Supporting the Advancement of the Institute
The Berlin Institute for the Foundations of Learning and Data (BIFOLD) has officially established its Advisory Board as of May 1. The new consultative body brings together four internationally renowned researchers in machine learning, its application to the sciences, data science research, and data management. Nominated for an initial period of three years, they will support the advancement of the institute and its research agenda. BIFOLD warmly welcomes the opportunity to collaborate closely with these four distinguished experts and looks forward to the valuable guidance and expertise they will bring to the institute.
About the Advisory Board
Nesime Tatbul
Senior Research Scientist, Intel Labs & MIT DSAIL Nesime Tatbul is jointly affiliated with Intel Labs and the MIT Data Systems and AI Lab (DSAIL), where she has served as Intel's research lead since 2013. Her work focuses on large-scale data systems, time series analytics, and stream processing; she co-developed the Aurora/Borealis systems, commercialized as TIBCO StreamBase, and S-Store, the world's first streaming OLTP system. She holds a PhD from Brown University, previously served on the computer science faculty of ETH Zurich, and has received the CIDR Test of Time Award (2025) and the ACM SIGMOD Best Paper Award (2021). She is Editor-in-Chief for the Americas of the VLDB Journal, an ACM Distinguished Member, and an IEEE Senior Member.
Cecilia Clementi
Einstein Professor, Freie Universität Berlin Cecilia Clementi holds the Einstein Professorship for Theoretical and Computational Biophysics at Freie Universität Berlin, where she leads the Working Group Theoretical & Computational Biophysics within the Institute for Physics. Her research operates at the intersection of computational modeling, biophysics, and applied mathematics, developing multiscale models, adaptive sampling approaches, and data-driven coarse-graining methods to bridge simulations and experiments. She studied physics in Florence, obtained her PhD at SISSA, and held a full professorship in chemistry at Rice University until 2019, when she became the first scientist to be permanently recruited to Berlin following the Einstein Visiting Fellowship program. Her honors include the NSF CAREER Award and the Robert A. Welch Foundation Norman Hackerman Award.
Yannis Ioannidis
President, ACM; Professor, National and Kapodistrian University of Athens. Yannis Ioannidis is Professor of Informatics at the National and Kapodistrian University of Athens and currently serves as President of the Association for Computing Machinery (ACM), the world's largest scientific and educational computing society. He is also affiliated with the ATHENA Research and Innovation Center, which he led as President and General Director from 2011 to 2021. His research covers database and information systems, data science, scalable data processing, digital repositories, and recommender systems. He received his PhD from UC Berkeley in 1986 and rose to full professor at the University of Wisconsin–Madison before returning to Greece in 1999. He is an ACM Fellow, an IEEE Fellow, and a member of Academia Europaea, and is a recipient of the VLDB 10-Year Best Paper Award.
Masashi Sugiyama
Director, RIKEN AIP; Professor, The University of Tokyo. Masashi Sugiyama is Director of the RIKEN Center for Advanced Intelligence Project (RIKEN AIP), Japan's flagship national center for advanced AI research, and Professor in the Department of Complexity Science and Engineering at The University of Tokyo. His research spans statistical machine learning, data mining, signal and image processing, and robot control, with a focus on covariate shift adaptation, density ratio estimation, weakly supervised learning, and reinforcement learning. He has authored major textbooks published by MIT Press, Cambridge University Press, and others. He completed his Doctor of Engineering at the Tokyo Institute of Technology in 2001 and has held his current positions at the University of Tokyo since 2014 and at RIKEN AIP since 2016. His ties to the German research community date back to his time as an Alexander von Humboldt Research Fellow at the Fraunhofer Institute in Berlin (2003–2004).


| WORK REQUIRED |
Return every record exactly. Omit nothing.
(GIVEN RECORDS Opens)
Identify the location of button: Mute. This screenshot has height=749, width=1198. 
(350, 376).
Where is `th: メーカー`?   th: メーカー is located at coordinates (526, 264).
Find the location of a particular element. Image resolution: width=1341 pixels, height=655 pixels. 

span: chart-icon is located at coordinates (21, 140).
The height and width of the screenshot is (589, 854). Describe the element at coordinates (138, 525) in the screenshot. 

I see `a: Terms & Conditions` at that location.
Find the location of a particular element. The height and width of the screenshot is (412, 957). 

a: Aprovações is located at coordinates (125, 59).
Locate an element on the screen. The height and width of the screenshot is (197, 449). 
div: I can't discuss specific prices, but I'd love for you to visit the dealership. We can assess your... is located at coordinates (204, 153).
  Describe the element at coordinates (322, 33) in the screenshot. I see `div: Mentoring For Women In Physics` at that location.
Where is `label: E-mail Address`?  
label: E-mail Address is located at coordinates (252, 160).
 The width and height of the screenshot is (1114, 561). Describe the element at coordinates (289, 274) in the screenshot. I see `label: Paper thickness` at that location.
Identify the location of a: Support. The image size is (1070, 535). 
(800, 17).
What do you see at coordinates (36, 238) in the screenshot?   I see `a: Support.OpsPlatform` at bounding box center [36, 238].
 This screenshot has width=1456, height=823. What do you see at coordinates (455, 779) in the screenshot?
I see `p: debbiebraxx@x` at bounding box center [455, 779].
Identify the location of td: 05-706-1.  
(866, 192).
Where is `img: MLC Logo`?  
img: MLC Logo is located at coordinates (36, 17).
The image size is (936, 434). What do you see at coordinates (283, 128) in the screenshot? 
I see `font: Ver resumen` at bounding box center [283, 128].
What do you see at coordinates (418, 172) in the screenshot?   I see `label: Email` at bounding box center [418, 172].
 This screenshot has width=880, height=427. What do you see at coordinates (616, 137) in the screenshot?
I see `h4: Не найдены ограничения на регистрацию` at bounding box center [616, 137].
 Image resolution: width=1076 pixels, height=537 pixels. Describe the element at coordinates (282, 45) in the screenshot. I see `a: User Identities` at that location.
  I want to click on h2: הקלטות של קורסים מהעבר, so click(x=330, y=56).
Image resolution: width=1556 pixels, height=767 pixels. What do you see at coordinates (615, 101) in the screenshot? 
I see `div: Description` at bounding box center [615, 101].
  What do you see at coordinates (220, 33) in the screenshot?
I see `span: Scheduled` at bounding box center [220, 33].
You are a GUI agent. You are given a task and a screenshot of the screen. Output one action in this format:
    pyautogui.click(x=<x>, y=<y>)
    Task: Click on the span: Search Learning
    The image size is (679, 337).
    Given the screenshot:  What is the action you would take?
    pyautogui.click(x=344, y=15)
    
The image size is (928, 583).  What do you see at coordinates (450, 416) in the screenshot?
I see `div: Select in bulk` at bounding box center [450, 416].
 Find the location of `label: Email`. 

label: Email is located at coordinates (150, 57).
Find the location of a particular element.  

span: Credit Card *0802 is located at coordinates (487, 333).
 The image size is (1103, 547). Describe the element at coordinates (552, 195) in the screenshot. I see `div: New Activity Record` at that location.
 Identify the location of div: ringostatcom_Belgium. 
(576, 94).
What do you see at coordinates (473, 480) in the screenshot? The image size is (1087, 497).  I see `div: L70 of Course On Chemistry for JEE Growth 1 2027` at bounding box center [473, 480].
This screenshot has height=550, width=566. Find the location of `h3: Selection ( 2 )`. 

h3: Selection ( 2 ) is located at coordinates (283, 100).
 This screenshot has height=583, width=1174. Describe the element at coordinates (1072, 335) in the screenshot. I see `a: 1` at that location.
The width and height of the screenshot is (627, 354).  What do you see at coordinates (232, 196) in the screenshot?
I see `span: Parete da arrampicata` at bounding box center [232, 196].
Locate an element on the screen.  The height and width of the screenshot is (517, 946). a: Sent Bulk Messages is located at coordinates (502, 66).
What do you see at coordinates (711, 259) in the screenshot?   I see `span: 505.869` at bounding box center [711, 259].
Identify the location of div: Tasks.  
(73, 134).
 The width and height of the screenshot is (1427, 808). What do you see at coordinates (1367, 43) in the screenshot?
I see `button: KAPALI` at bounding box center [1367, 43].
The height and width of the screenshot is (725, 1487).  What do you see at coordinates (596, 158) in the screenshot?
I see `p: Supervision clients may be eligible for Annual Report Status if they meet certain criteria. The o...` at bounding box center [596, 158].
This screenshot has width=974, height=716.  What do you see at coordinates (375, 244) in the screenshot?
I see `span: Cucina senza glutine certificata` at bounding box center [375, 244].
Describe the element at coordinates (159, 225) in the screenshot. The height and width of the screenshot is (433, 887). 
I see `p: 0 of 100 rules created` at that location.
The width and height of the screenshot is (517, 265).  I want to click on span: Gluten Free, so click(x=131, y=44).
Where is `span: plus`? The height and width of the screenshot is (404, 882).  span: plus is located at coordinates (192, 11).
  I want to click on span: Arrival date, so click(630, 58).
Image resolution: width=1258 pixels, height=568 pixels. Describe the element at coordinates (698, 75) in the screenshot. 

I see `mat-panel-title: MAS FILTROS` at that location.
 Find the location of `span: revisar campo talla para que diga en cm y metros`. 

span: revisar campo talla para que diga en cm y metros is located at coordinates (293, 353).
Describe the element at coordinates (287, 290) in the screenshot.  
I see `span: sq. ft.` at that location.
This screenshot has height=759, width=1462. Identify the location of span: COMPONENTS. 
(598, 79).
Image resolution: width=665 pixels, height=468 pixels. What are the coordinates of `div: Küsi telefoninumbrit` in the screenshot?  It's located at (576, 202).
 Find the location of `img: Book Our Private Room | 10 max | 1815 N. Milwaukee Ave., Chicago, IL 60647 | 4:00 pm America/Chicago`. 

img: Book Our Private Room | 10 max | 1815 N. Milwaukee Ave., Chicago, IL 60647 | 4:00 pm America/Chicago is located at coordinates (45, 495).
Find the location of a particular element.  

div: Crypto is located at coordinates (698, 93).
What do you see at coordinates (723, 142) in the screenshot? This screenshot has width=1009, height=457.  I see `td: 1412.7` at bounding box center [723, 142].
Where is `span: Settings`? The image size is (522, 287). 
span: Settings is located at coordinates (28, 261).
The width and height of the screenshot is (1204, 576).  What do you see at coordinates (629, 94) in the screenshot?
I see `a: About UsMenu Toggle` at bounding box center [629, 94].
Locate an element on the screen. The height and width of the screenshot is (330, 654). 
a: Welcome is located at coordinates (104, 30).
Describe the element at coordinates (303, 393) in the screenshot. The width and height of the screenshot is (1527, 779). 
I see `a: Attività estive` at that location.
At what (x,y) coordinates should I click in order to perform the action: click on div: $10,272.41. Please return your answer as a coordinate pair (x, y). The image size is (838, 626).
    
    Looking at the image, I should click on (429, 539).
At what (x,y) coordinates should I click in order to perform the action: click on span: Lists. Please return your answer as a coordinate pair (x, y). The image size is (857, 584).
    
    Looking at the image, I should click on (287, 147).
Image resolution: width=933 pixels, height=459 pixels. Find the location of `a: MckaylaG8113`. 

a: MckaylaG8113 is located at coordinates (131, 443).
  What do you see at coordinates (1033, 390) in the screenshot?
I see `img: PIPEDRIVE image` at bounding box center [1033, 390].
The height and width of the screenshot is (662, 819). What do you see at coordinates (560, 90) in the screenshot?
(GIVEN RECORDS Closes)
| ANSWER TO THIS TASK |
Identify the location of button: Mute. This screenshot has height=749, width=1198. 
(350, 376).
Where is `th: メーカー`?   th: メーカー is located at coordinates (526, 264).
Find the location of a particular element. Image resolution: width=1341 pixels, height=655 pixels. 

span: chart-icon is located at coordinates (21, 140).
The height and width of the screenshot is (589, 854). Describe the element at coordinates (138, 525) in the screenshot. 

I see `a: Terms & Conditions` at that location.
Find the location of a particular element. The height and width of the screenshot is (412, 957). 

a: Aprovações is located at coordinates (125, 59).
Locate an element on the screen. The height and width of the screenshot is (197, 449). 
div: I can't discuss specific prices, but I'd love for you to visit the dealership. We can assess your... is located at coordinates (204, 153).
  Describe the element at coordinates (322, 33) in the screenshot. I see `div: Mentoring For Women In Physics` at that location.
Where is `label: E-mail Address`?  
label: E-mail Address is located at coordinates (252, 160).
 The width and height of the screenshot is (1114, 561). Describe the element at coordinates (289, 274) in the screenshot. I see `label: Paper thickness` at that location.
Identify the location of a: Support. The image size is (1070, 535). 
(800, 17).
What do you see at coordinates (36, 238) in the screenshot?   I see `a: Support.OpsPlatform` at bounding box center [36, 238].
 This screenshot has width=1456, height=823. What do you see at coordinates (455, 779) in the screenshot?
I see `p: debbiebraxx@x` at bounding box center [455, 779].
Identify the location of td: 05-706-1.  
(866, 192).
Where is `img: MLC Logo`?  
img: MLC Logo is located at coordinates (36, 17).
The image size is (936, 434). What do you see at coordinates (283, 128) in the screenshot? 
I see `font: Ver resumen` at bounding box center [283, 128].
What do you see at coordinates (418, 172) in the screenshot?   I see `label: Email` at bounding box center [418, 172].
 This screenshot has width=880, height=427. What do you see at coordinates (616, 137) in the screenshot?
I see `h4: Не найдены ограничения на регистрацию` at bounding box center [616, 137].
 Image resolution: width=1076 pixels, height=537 pixels. Describe the element at coordinates (282, 45) in the screenshot. I see `a: User Identities` at that location.
  I want to click on h2: הקלטות של קורסים מהעבר, so click(x=330, y=56).
Image resolution: width=1556 pixels, height=767 pixels. What do you see at coordinates (615, 101) in the screenshot? 
I see `div: Description` at bounding box center [615, 101].
  What do you see at coordinates (220, 33) in the screenshot?
I see `span: Scheduled` at bounding box center [220, 33].
You are a GUI agent. You are given a task and a screenshot of the screen. Output one action in this format:
    pyautogui.click(x=<x>, y=<y>)
    Task: Click on the span: Search Learning
    The image size is (679, 337).
    Given the screenshot:  What is the action you would take?
    pyautogui.click(x=344, y=15)
    
The image size is (928, 583).  What do you see at coordinates (450, 416) in the screenshot?
I see `div: Select in bulk` at bounding box center [450, 416].
 Find the location of `label: Email`. 

label: Email is located at coordinates (150, 57).
Find the location of a particular element.  

span: Credit Card *0802 is located at coordinates (487, 333).
 The image size is (1103, 547). Describe the element at coordinates (552, 195) in the screenshot. I see `div: New Activity Record` at that location.
 Identify the location of div: ringostatcom_Belgium. 
(576, 94).
What do you see at coordinates (473, 480) in the screenshot? The image size is (1087, 497).  I see `div: L70 of Course On Chemistry for JEE Growth 1 2027` at bounding box center [473, 480].
This screenshot has height=550, width=566. Find the location of `h3: Selection ( 2 )`. 

h3: Selection ( 2 ) is located at coordinates (283, 100).
 This screenshot has height=583, width=1174. Describe the element at coordinates (1072, 335) in the screenshot. I see `a: 1` at that location.
The width and height of the screenshot is (627, 354).  What do you see at coordinates (232, 196) in the screenshot?
I see `span: Parete da arrampicata` at bounding box center [232, 196].
Locate an element on the screen.  The height and width of the screenshot is (517, 946). a: Sent Bulk Messages is located at coordinates (502, 66).
What do you see at coordinates (711, 259) in the screenshot?   I see `span: 505.869` at bounding box center [711, 259].
Identify the location of div: Tasks.  
(73, 134).
 The width and height of the screenshot is (1427, 808). What do you see at coordinates (1367, 43) in the screenshot?
I see `button: KAPALI` at bounding box center [1367, 43].
The height and width of the screenshot is (725, 1487).  What do you see at coordinates (596, 158) in the screenshot?
I see `p: Supervision clients may be eligible for Annual Report Status if they meet certain criteria. The o...` at bounding box center [596, 158].
This screenshot has width=974, height=716.  What do you see at coordinates (375, 244) in the screenshot?
I see `span: Cucina senza glutine certificata` at bounding box center [375, 244].
Describe the element at coordinates (159, 225) in the screenshot. The height and width of the screenshot is (433, 887). 
I see `p: 0 of 100 rules created` at that location.
The width and height of the screenshot is (517, 265).  I want to click on span: Gluten Free, so click(x=131, y=44).
Where is `span: plus`? The height and width of the screenshot is (404, 882).  span: plus is located at coordinates (192, 11).
  I want to click on span: Arrival date, so click(630, 58).
Image resolution: width=1258 pixels, height=568 pixels. Describe the element at coordinates (698, 75) in the screenshot. 

I see `mat-panel-title: MAS FILTROS` at that location.
 Find the location of `span: revisar campo talla para que diga en cm y metros`. 

span: revisar campo talla para que diga en cm y metros is located at coordinates (293, 353).
Describe the element at coordinates (287, 290) in the screenshot.  
I see `span: sq. ft.` at that location.
This screenshot has height=759, width=1462. Identify the location of span: COMPONENTS. 
(598, 79).
Image resolution: width=665 pixels, height=468 pixels. What are the coordinates of `div: Küsi telefoninumbrit` in the screenshot?  It's located at (576, 202).
 Find the location of `img: Book Our Private Room | 10 max | 1815 N. Milwaukee Ave., Chicago, IL 60647 | 4:00 pm America/Chicago`. 

img: Book Our Private Room | 10 max | 1815 N. Milwaukee Ave., Chicago, IL 60647 | 4:00 pm America/Chicago is located at coordinates (45, 495).
Find the location of a particular element.  

div: Crypto is located at coordinates (698, 93).
What do you see at coordinates (723, 142) in the screenshot? This screenshot has width=1009, height=457.  I see `td: 1412.7` at bounding box center [723, 142].
Where is `span: Settings`? The image size is (522, 287). 
span: Settings is located at coordinates (28, 261).
The width and height of the screenshot is (1204, 576).  What do you see at coordinates (629, 94) in the screenshot?
I see `a: About UsMenu Toggle` at bounding box center [629, 94].
Locate an element on the screen. The height and width of the screenshot is (330, 654). 
a: Welcome is located at coordinates (104, 30).
Describe the element at coordinates (303, 393) in the screenshot. The width and height of the screenshot is (1527, 779). 
I see `a: Attività estive` at that location.
At what (x,y) coordinates should I click in order to perform the action: click on div: $10,272.41. Please return your answer as a coordinate pair (x, y). The image size is (838, 626).
    
    Looking at the image, I should click on (429, 539).
At what (x,y) coordinates should I click in order to perform the action: click on span: Lists. Please return your answer as a coordinate pair (x, y). The image size is (857, 584).
    
    Looking at the image, I should click on (287, 147).
Image resolution: width=933 pixels, height=459 pixels. Find the location of `a: MckaylaG8113`. 

a: MckaylaG8113 is located at coordinates (131, 443).
  What do you see at coordinates (1033, 390) in the screenshot?
I see `img: PIPEDRIVE image` at bounding box center [1033, 390].
The height and width of the screenshot is (662, 819). What do you see at coordinates (560, 90) in the screenshot?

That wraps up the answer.